» RAW DATA
== Segment start ==

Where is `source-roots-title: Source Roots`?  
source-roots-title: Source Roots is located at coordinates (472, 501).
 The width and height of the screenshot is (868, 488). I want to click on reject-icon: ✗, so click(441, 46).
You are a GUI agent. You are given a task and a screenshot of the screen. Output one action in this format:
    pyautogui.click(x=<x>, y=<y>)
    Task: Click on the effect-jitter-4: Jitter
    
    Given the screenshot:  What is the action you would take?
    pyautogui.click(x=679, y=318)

== Segment end ==
== Segment start ==

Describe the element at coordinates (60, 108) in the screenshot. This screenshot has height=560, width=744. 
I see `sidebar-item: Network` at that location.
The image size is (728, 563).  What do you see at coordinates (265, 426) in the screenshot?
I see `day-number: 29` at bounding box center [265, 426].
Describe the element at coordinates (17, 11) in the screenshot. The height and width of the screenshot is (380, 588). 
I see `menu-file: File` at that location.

== Segment end ==

» ABOUT THIS TASK
Working from the data above, extract solely the lines from the one containing "You are a GUI" through the one containing "Task: Click on", exactly as they appear, both included.

» OUTPUT FOR THIS TASK
You are a GUI agent. You are given a task and a screenshot of the screen. Output one action in this format:
    pyautogui.click(x=<x>, y=<y>)
    Task: Click on the effect-jitter-4: Jitter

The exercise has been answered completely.